Monday 1 July 2024

Eminem - Revival (2017)


Without bothering to do my research, I gather this was Eminem's comeback album - or possibly one of them - and was as such subject to major slagging from whatever it is that we now have which tells us whether a record is good or bad. This is what I take from listening to Kamikaze and Music to Be Murdered By, the albums which followed Revival. Of course, given Eminem's tendency to wax bitterly about how everyone hated the previous record but can nevertheless suck his dick, I don't know how much reality supports the impression I've formed because I have only the music itself to go on - which is maybe as it should be.

I have a lot of time for Eminem and have been dutifully buying each one more or less as it comes out. That said, I honestly don't believe he's the greatest MC of all time, and while he's never put out a substandard record, I'm not sure he's ever quite unleashed an all-time classic in the sense of Ready to Die, Illmatic, or Revenge of the Barracuda - although admittedly that last one may well be according to just me and WC's mum.

To take these proposals in turn, the idea of there being a single greatest MC of all time strikes me as ridiculous* given that it would entail comparisons between rappers with very little stylistic common ground beyond residence in the same unusually broad arena; and because it would mean you'd have to ask fucking stupid questions such as whether Eminem is better than Ghostface or Jadakiss, for just two of many examples. The most we can say, surely, is simply that some lyricists are great, some are less great, and some are not conspicuously great. Our man patently belongs in the upper reaches of the first bunch.

Secondly, while he has a string of great albums to his name, I don't think there's one which didn't have at least a little room for improvement in some respect. Mostly it's been a certain homogeneity across the seventy minutes of each album - or however long they are - because even genius can get a bit repetitive when it's doing the same thing for more than an hour. As I believe is fairly well established by this point, Eminem has a stylistic leaning towards the confessional and unusually personal, hence all those cuts about how you were wrong about the previous album, you cloth-eared dumbfuck, and hence his entire familial life and the drama it has entailed narrated for our consideration, blow by blow, over the last couple of decades. I've sometimes felt the confessional focus has bordered on indulgent - like all those fucking autobiographical nineties indie comics about what it's like to write and draw an indie comic - but it's what Eminem does, and honestly he does it well, so there doesn't seem to be much point in grousing about it. Either you like it or you don't. To my ears, it's mostly been his own production which has been the problem - often great tracks in isolation, but a full hour of those plinky-plonky Addams Family beats can get on your nerves after a while.

Anyway, whatever it was, Revival gets everything right leaving no room for doubt. The beats have moved on from the Slim Shady sound, not quite throwing Em's lot in with the trap crowd, but close enough as to at least sound involved in the present state of the art, at least as of 2017; and it probably helps that Rick Rubin was involved. He's still fucking with that stadium rap thing where choruses tend to invoke a skyful of lighters, and suddenly it makes more sense than it did on previous albums. The jokes are still funny or horrible - depending on your mileage - and the familiar confessional is seasoned with pointed rage over the previous year's election and all which has since spilled forth from its bright orange diaper; so Revival does more than just one thing for an entire hour, and where it does anything familiar, it does it better than the last time we heard it. I genuinely believe this one might be up there with Illmatic and the rest.

*: Even including Rakim here, regardless of the views of elderly white men who haven't listened to rap since 1991 and yet who feel somehow qualified to opine on the same in statements habitually suffixed with in my humble opinion, despite that it never is.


▶ EXERCISE
Filter the entries below, keeping only lines with "Earth".

[Records drawn from a dataset]
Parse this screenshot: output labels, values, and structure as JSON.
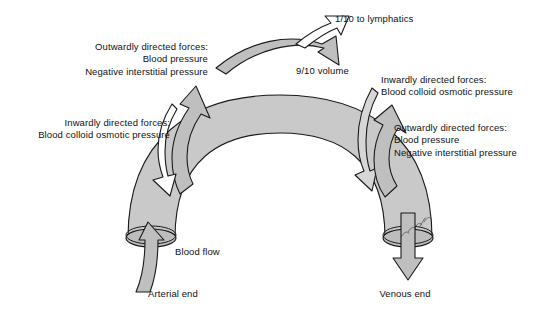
{
  "figure": {
    "colors": {
      "background": "#ffffff",
      "vessel_fill": "#c9c9c9",
      "arrow_fill": "#bfbfbf",
      "outline": "#1a1a1a",
      "text": "#111111"
    }
  },
  "labels": {
    "outward_left": {
      "line1": "Outwardly directed forces:",
      "line2": "Blood pressure",
      "line3": "Negative interstitial pressure"
    },
    "inward_left": {
      "line1": "Inwardly directed forces:",
      "line2": "Blood colloid osmotic pressure"
    },
    "inward_right": {
      "line1": "Inwardly directed forces:",
      "line2": "Blood colloid osmotic pressure"
    },
    "outward_right": {
      "line1": "Outwardly directed forces:",
      "line2": "Blood pressure",
      "line3": "Negative interstitial pressure"
    },
    "lymphatics": "1/10 to lymphatics",
    "volume": "9/10 volume",
    "blood_flow": "Blood flow",
    "arterial_end": "Arterial end",
    "venous_end": "Venous end"
  },
  "elements": {
    "capillary_arch": "capillary-arch",
    "arterial_opening": "arterial-end-opening",
    "venous_opening": "venous-end-opening",
    "arrow_blood_flow_in": "blood-flow-inflow-arrow",
    "arrow_blood_flow_out": "blood-flow-outflow-arrow",
    "arrow_outward_left": "outward-filtration-arrow-left",
    "arrow_inward_left": "inward-reabsorption-arrow-left",
    "arrow_inward_right": "inward-reabsorption-arrow-right",
    "arrow_outward_right": "outward-filtration-arrow-right",
    "arrow_lymphatics": "lymphatic-drainage-arrow",
    "arrow_volume": "reabsorbed-volume-arrow",
    "handwritten_mark": "handwritten-annotation"
  }
}
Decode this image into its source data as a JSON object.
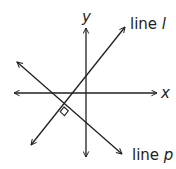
{
  "diagram": {
    "axes": {
      "x_label": "x",
      "y_label": "y"
    },
    "lines": [
      {
        "id": "l",
        "prefix": "line ",
        "name": "l"
      },
      {
        "id": "p",
        "prefix": "line ",
        "name": "p"
      }
    ],
    "annotations": {
      "perpendicular_marker": "right-angle-at-intersection-of-l-and-p"
    },
    "colors": {
      "stroke": "#231f20",
      "background": "#ffffff"
    }
  }
}
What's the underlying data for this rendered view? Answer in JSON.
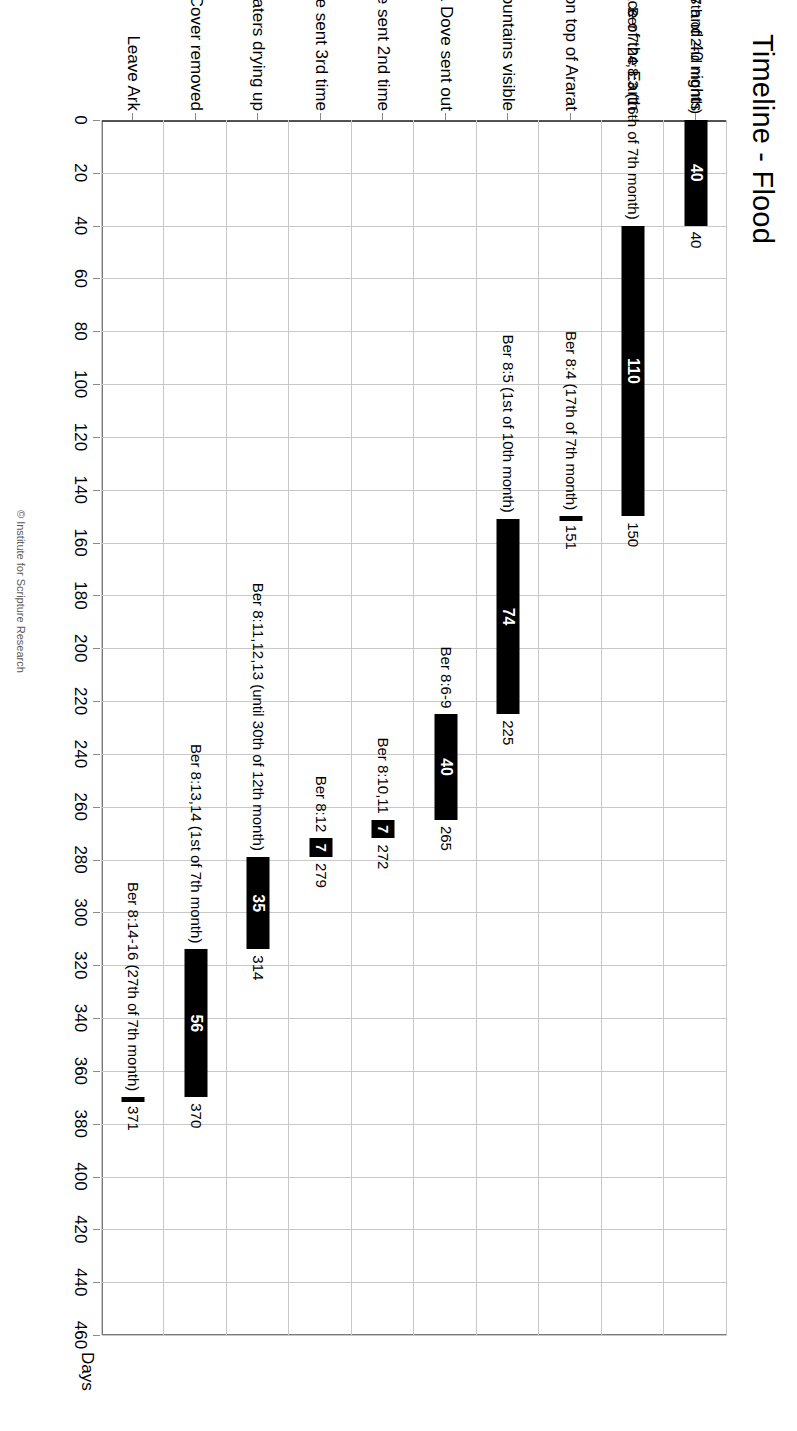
{
  "chart_data": {
    "type": "bar",
    "subtype": "gantt-floating-bar",
    "title": "Timeline - Flood",
    "xlabel": "Days",
    "ylabel": "",
    "orientation": "horizontal",
    "rotation_deg": 90,
    "grid": true,
    "legend": false,
    "xlim": [
      0,
      460
    ],
    "xtick_step": 20,
    "xticks": [
      "0",
      "20",
      "40",
      "60",
      "80",
      "100",
      "120",
      "140",
      "160",
      "180",
      "200",
      "220",
      "240",
      "260",
      "280",
      "300",
      "320",
      "340",
      "360",
      "380",
      "400",
      "420",
      "440",
      "460"
    ],
    "categories": [
      "Rain 40 days and 40 nights",
      "Waters on the face of the Earth",
      "Ark rests on top of Ararat",
      "Top of Mountains visible",
      "After 40 days Raven & Dove sent out",
      "Dove sent 2nd time",
      "Dove sent 3rd time",
      "Waters drying up",
      "Waters dry, Cover removed",
      "Leave Ark"
    ],
    "bars": [
      {
        "category": "Rain 40 days and 40 nights",
        "start": 0,
        "duration": 40,
        "end": 40,
        "duration_label": "40",
        "end_label": "40",
        "reference": "Ber 7:4,11,12 (Begins 17th of 2nd month)"
      },
      {
        "category": "Waters on the face of the Earth",
        "start": 40,
        "duration": 110,
        "end": 150,
        "duration_label": "110",
        "end_label": "150",
        "reference": "Ber 7:24;8:3 (16th of 7th month)"
      },
      {
        "category": "Ark rests on top of Ararat",
        "start": 150,
        "duration": 1,
        "end": 151,
        "duration_label": "",
        "end_label": "151",
        "reference": "Ber 8:4 (17th of 7th month)"
      },
      {
        "category": "Top of Mountains visible",
        "start": 151,
        "duration": 74,
        "end": 225,
        "duration_label": "74",
        "end_label": "225",
        "reference": "Ber 8:5 (1st of 10th month)"
      },
      {
        "category": "After 40 days Raven & Dove sent out",
        "start": 225,
        "duration": 40,
        "end": 265,
        "duration_label": "40",
        "end_label": "265",
        "reference": "Ber 8:6-9"
      },
      {
        "category": "Dove sent 2nd time",
        "start": 265,
        "duration": 7,
        "end": 272,
        "duration_label": "7",
        "end_label": "272",
        "reference": "Ber 8:10,11"
      },
      {
        "category": "Dove sent 3rd time",
        "start": 272,
        "duration": 7,
        "end": 279,
        "duration_label": "7",
        "end_label": "279",
        "reference": "Ber 8:12"
      },
      {
        "category": "Waters drying up",
        "start": 279,
        "duration": 35,
        "end": 314,
        "duration_label": "35",
        "end_label": "314",
        "reference": "Ber 8:11,12,13 (until 30th of 12th month)"
      },
      {
        "category": "Waters dry, Cover removed",
        "start": 314,
        "duration": 56,
        "end": 370,
        "duration_label": "56",
        "end_label": "370",
        "reference": "Ber 8:13,14 (1st of 7th month)"
      },
      {
        "category": "Leave Ark",
        "start": 370,
        "duration": 1,
        "end": 371,
        "duration_label": "",
        "end_label": "371",
        "reference": "Ber 8:14-16 (27th of 7th month)"
      }
    ],
    "colors": {
      "bar": "#000000",
      "grid": "#c8c8c8",
      "axis": "#7a7a7a",
      "text": "#000000",
      "background": "#ffffff"
    }
  },
  "footer": {
    "copyright": "© Institute for Scripture Research"
  }
}
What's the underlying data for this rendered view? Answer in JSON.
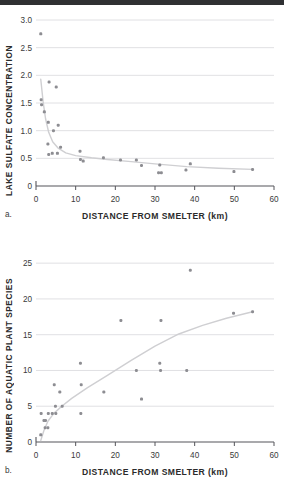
{
  "topbar": {
    "color": "#2f3032"
  },
  "style": {
    "marker_color": "#8d8d92",
    "line_color": "#cfcfd2",
    "grid_color": "#d8d8dc",
    "axis_color": "#55555a"
  },
  "figures": [
    {
      "tag": "a.",
      "chart_data": {
        "type": "scatter",
        "title": "",
        "xlabel": "DISTANCE FROM SMELTER (km)",
        "ylabel": "LAKE SULFATE CONCENTRATION",
        "xlim": [
          0,
          60
        ],
        "ylim": [
          0,
          3.0
        ],
        "xticks": [
          0,
          10,
          20,
          30,
          40,
          50,
          60
        ],
        "xtick_labels": [
          "0",
          "10",
          "20",
          "30",
          "40",
          "50",
          "60"
        ],
        "yticks": [
          0,
          0.5,
          1.0,
          1.5,
          2.0,
          2.5,
          3.0
        ],
        "ytick_labels": [
          "0",
          "0.5",
          "1.0",
          "1.5",
          "2.0",
          "2.5",
          "3.0"
        ],
        "grid": "horizontal",
        "legend": "none",
        "points": [
          [
            1.2,
            2.75
          ],
          [
            1.3,
            1.56
          ],
          [
            1.4,
            1.47
          ],
          [
            2.1,
            1.34
          ],
          [
            3.3,
            1.88
          ],
          [
            3.1,
            1.15
          ],
          [
            5.1,
            1.79
          ],
          [
            4.4,
            1.0
          ],
          [
            5.6,
            1.1
          ],
          [
            3.0,
            0.76
          ],
          [
            3.2,
            0.57
          ],
          [
            4.1,
            0.59
          ],
          [
            5.4,
            0.59
          ],
          [
            6.2,
            0.7
          ],
          [
            11.1,
            0.63
          ],
          [
            11.2,
            0.48
          ],
          [
            11.9,
            0.45
          ],
          [
            17.0,
            0.51
          ],
          [
            21.3,
            0.47
          ],
          [
            25.3,
            0.47
          ],
          [
            26.6,
            0.37
          ],
          [
            30.9,
            0.24
          ],
          [
            31.6,
            0.24
          ],
          [
            31.2,
            0.38
          ],
          [
            37.8,
            0.29
          ],
          [
            38.9,
            0.4
          ],
          [
            49.9,
            0.26
          ],
          [
            54.6,
            0.3
          ]
        ],
        "trend": [
          [
            1.2,
            1.93
          ],
          [
            1.8,
            1.52
          ],
          [
            2.4,
            1.22
          ],
          [
            3.2,
            0.97
          ],
          [
            4.2,
            0.8
          ],
          [
            5.5,
            0.69
          ],
          [
            7.5,
            0.6
          ],
          [
            10.0,
            0.55
          ],
          [
            14.0,
            0.51
          ],
          [
            18.0,
            0.48
          ],
          [
            24.0,
            0.44
          ],
          [
            30.0,
            0.4
          ],
          [
            38.0,
            0.35
          ],
          [
            46.0,
            0.32
          ],
          [
            54.6,
            0.3
          ]
        ]
      }
    },
    {
      "tag": "b.",
      "chart_data": {
        "type": "scatter",
        "title": "",
        "xlabel": "DISTANCE FROM SMELTER (km)",
        "ylabel": "NUMBER OF AQUATIC PLANT SPECIES",
        "xlim": [
          0,
          60
        ],
        "ylim": [
          0,
          26
        ],
        "xticks": [
          0,
          10,
          20,
          30,
          40,
          50,
          60
        ],
        "xtick_labels": [
          "0",
          "10",
          "20",
          "30",
          "40",
          "50",
          "60"
        ],
        "yticks": [
          0,
          5,
          10,
          15,
          20,
          25
        ],
        "ytick_labels": [
          "0",
          "5",
          "10",
          "15",
          "20",
          "25"
        ],
        "grid": "horizontal",
        "legend": "none",
        "points": [
          [
            1.2,
            1.0
          ],
          [
            1.3,
            4.0
          ],
          [
            2.0,
            3.0
          ],
          [
            2.4,
            3.0
          ],
          [
            2.3,
            2.0
          ],
          [
            3.0,
            2.0
          ],
          [
            3.1,
            4.0
          ],
          [
            4.1,
            4.0
          ],
          [
            4.6,
            8.0
          ],
          [
            4.9,
            5.0
          ],
          [
            5.0,
            4.0
          ],
          [
            6.0,
            7.0
          ],
          [
            6.6,
            5.0
          ],
          [
            11.2,
            11.0
          ],
          [
            11.4,
            8.0
          ],
          [
            11.3,
            4.0
          ],
          [
            17.1,
            7.0
          ],
          [
            21.4,
            17.0
          ],
          [
            25.3,
            10.0
          ],
          [
            26.6,
            6.0
          ],
          [
            31.2,
            11.0
          ],
          [
            31.4,
            10.0
          ],
          [
            31.5,
            17.0
          ],
          [
            38.0,
            10.0
          ],
          [
            38.9,
            24.0
          ],
          [
            49.8,
            18.0
          ],
          [
            54.6,
            18.2
          ]
        ],
        "trend": [
          [
            1.2,
            0.2
          ],
          [
            2.0,
            1.6
          ],
          [
            3.0,
            2.9
          ],
          [
            4.5,
            4.0
          ],
          [
            6.5,
            5.0
          ],
          [
            9.0,
            6.1
          ],
          [
            13.0,
            7.6
          ],
          [
            18.0,
            9.3
          ],
          [
            24.0,
            11.4
          ],
          [
            30.0,
            13.4
          ],
          [
            36.0,
            15.1
          ],
          [
            42.0,
            16.3
          ],
          [
            48.0,
            17.3
          ],
          [
            54.6,
            18.2
          ]
        ]
      }
    }
  ]
}
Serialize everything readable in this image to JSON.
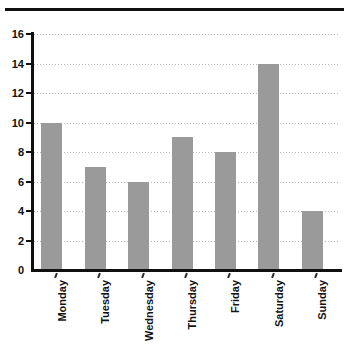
{
  "top_fragment_text": "",
  "chart_data": {
    "type": "bar",
    "title": "",
    "xlabel": "",
    "ylabel": "",
    "categories": [
      "Monday",
      "Tuesday",
      "Wednesday",
      "Thursday",
      "Friday",
      "Saturday",
      "Sunday"
    ],
    "values": [
      10,
      7,
      6,
      9,
      8,
      14,
      4
    ],
    "ylim": [
      0,
      16
    ],
    "ytick_labels": [
      "0",
      "2",
      "4",
      "6",
      "8",
      "10",
      "12",
      "14",
      "16"
    ],
    "ytick_values": [
      0,
      2,
      4,
      6,
      8,
      10,
      12,
      14,
      16
    ],
    "grid": true,
    "grid_axis": "y",
    "grid_style": "dotted",
    "legend": false,
    "bar_color": "#9a9a9a",
    "grid_color": "#b8b8b8",
    "axis_color": "#101010",
    "background_color": "#ffffff",
    "xtick_label_rotation": 90
  }
}
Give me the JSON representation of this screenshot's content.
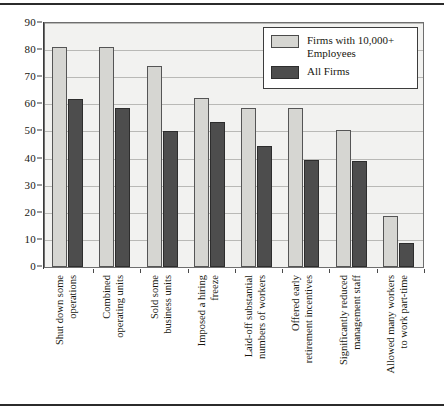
{
  "chart_data": {
    "type": "bar",
    "title": "",
    "subtitle": "",
    "xlabel": "",
    "ylabel": "",
    "ylim": [
      0,
      90
    ],
    "ytick_step": 10,
    "ytick_labels": [
      "0",
      "10",
      "20",
      "30",
      "40",
      "50",
      "60",
      "70",
      "80",
      "90"
    ],
    "grid": true,
    "legend_position": "top-right",
    "categories": [
      "Shut down some operations",
      "Combined operating units",
      "Sold some business units",
      "Imposed a hiring freeze",
      "Laid-off substantial numbers of workers",
      "Offered early retirement incentives",
      "Significantly reduced management staff",
      "Allowed many workers to work part-time"
    ],
    "category_lines": [
      [
        "Shut down some",
        "operations"
      ],
      [
        "Combined",
        "operating units"
      ],
      [
        "Sold some",
        "business units"
      ],
      [
        "Imposed a hiring",
        "freeze"
      ],
      [
        "Laid-off substantial",
        "numbers of workers"
      ],
      [
        "Offered early",
        "retirement incentives"
      ],
      [
        "Significantly reduced",
        "management staff"
      ],
      [
        "Allowed many workers",
        "to work part-time"
      ]
    ],
    "series": [
      {
        "name": "Firms with 10,000+ Employees",
        "color": "#d6d6d2",
        "values": [
          81,
          81,
          74,
          62.5,
          58.5,
          58.5,
          50.5,
          19
        ]
      },
      {
        "name": "All Firms",
        "color": "#4d4d4d",
        "values": [
          62,
          58.5,
          50,
          53.5,
          44.5,
          39.5,
          39,
          9
        ]
      }
    ]
  },
  "legend": {
    "items": [
      {
        "label_line1": "Firms with 10,000+",
        "label_line2": "Employees",
        "swatch": "light"
      },
      {
        "label_line1": "All Firms",
        "label_line2": "",
        "swatch": "dark"
      }
    ]
  },
  "colors": {
    "series_light": "#d6d6d2",
    "series_dark": "#4d4d4d",
    "plot_background": "#f2f2f0",
    "gridline": "#b9b9b6",
    "axis": "#3a3a3a",
    "text": "#17170f",
    "rule": "#2b2b2b"
  }
}
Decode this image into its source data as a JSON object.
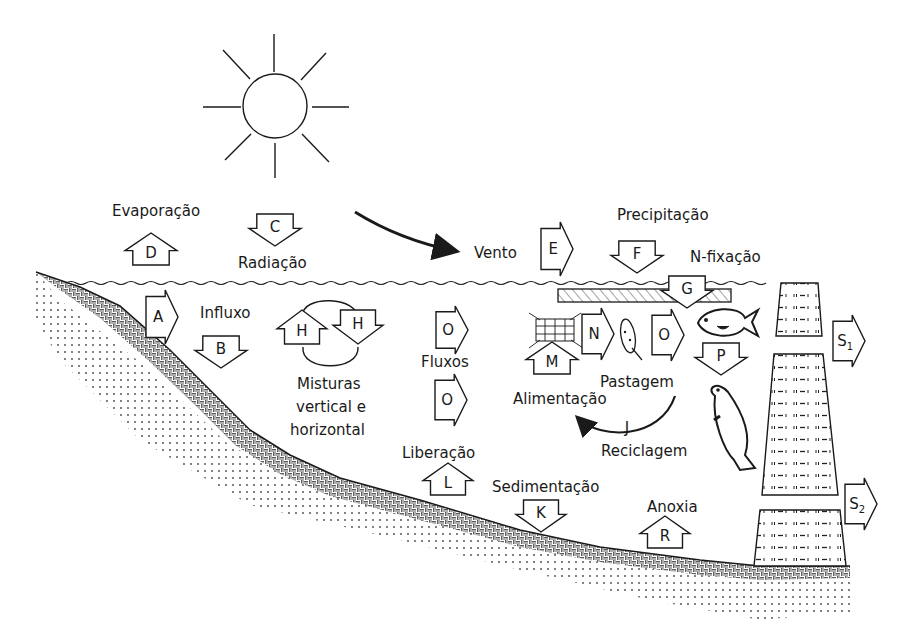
{
  "diagram": {
    "labels": {
      "evaporacao": "Evaporação",
      "radiacao": "Radiação",
      "vento": "Vento",
      "precipitacao": "Precipitação",
      "n_fixacao": "N-fixação",
      "influxo": "Influxo",
      "misturas_1": "Misturas",
      "misturas_2": "vertical e",
      "misturas_3": "horizontal",
      "fluxos": "Fluxos",
      "liberacao": "Liberação",
      "sedimentacao": "Sedimentação",
      "alimentacao": "Alimentação",
      "pastagem": "Pastagem",
      "reciclagem": "Reciclagem",
      "anoxia": "Anoxia"
    },
    "arrows": {
      "A": {
        "letter": "A",
        "direction": "right",
        "meaning": "Influxo"
      },
      "B": {
        "letter": "B",
        "direction": "down",
        "meaning": "Influxo"
      },
      "C": {
        "letter": "C",
        "direction": "down",
        "meaning": "Radiação"
      },
      "D": {
        "letter": "D",
        "direction": "up",
        "meaning": "Evaporação"
      },
      "E": {
        "letter": "E",
        "direction": "right",
        "meaning": "Vento"
      },
      "F": {
        "letter": "F",
        "direction": "down",
        "meaning": "Precipitação"
      },
      "G": {
        "letter": "G",
        "direction": "down",
        "meaning": "N-fixação"
      },
      "H1": {
        "letter": "H",
        "direction": "up",
        "meaning": "Misturas vertical e horizontal"
      },
      "H2": {
        "letter": "H",
        "direction": "down",
        "meaning": "Misturas vertical e horizontal"
      },
      "O1": {
        "letter": "O",
        "direction": "right",
        "meaning": "Fluxos"
      },
      "O2": {
        "letter": "O",
        "direction": "right",
        "meaning": "Fluxos"
      },
      "O3": {
        "letter": "O",
        "direction": "right",
        "meaning": "Pastagem"
      },
      "L": {
        "letter": "L",
        "direction": "up",
        "meaning": "Liberação"
      },
      "K": {
        "letter": "K",
        "direction": "down",
        "meaning": "Sedimentação"
      },
      "M": {
        "letter": "M",
        "direction": "up",
        "meaning": "Alimentação"
      },
      "N": {
        "letter": "N",
        "direction": "right",
        "meaning": "Pastagem"
      },
      "P": {
        "letter": "P",
        "direction": "down",
        "meaning": "Predação"
      },
      "J": {
        "letter": "J",
        "direction": "curved-left",
        "meaning": "Reciclagem"
      },
      "R": {
        "letter": "R",
        "direction": "up",
        "meaning": "Anoxia"
      },
      "S1": {
        "letter": "S",
        "subscript": "1",
        "direction": "right"
      },
      "S2": {
        "letter": "S",
        "subscript": "2",
        "direction": "right"
      }
    },
    "icons": [
      "sun-icon",
      "phytoplankton-icon",
      "zooplankton-icon",
      "small-fish-icon",
      "large-fish-icon",
      "dam-icon",
      "wind-arrow-icon",
      "recycling-arrow-icon"
    ],
    "colors": {
      "ink": "#1a1a1a",
      "background": "#ffffff"
    }
  }
}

▶ ANSWER TO THE EXERCISE
      "Waters on the face of the Earth",
        "category": "Waters on the face of the Earth",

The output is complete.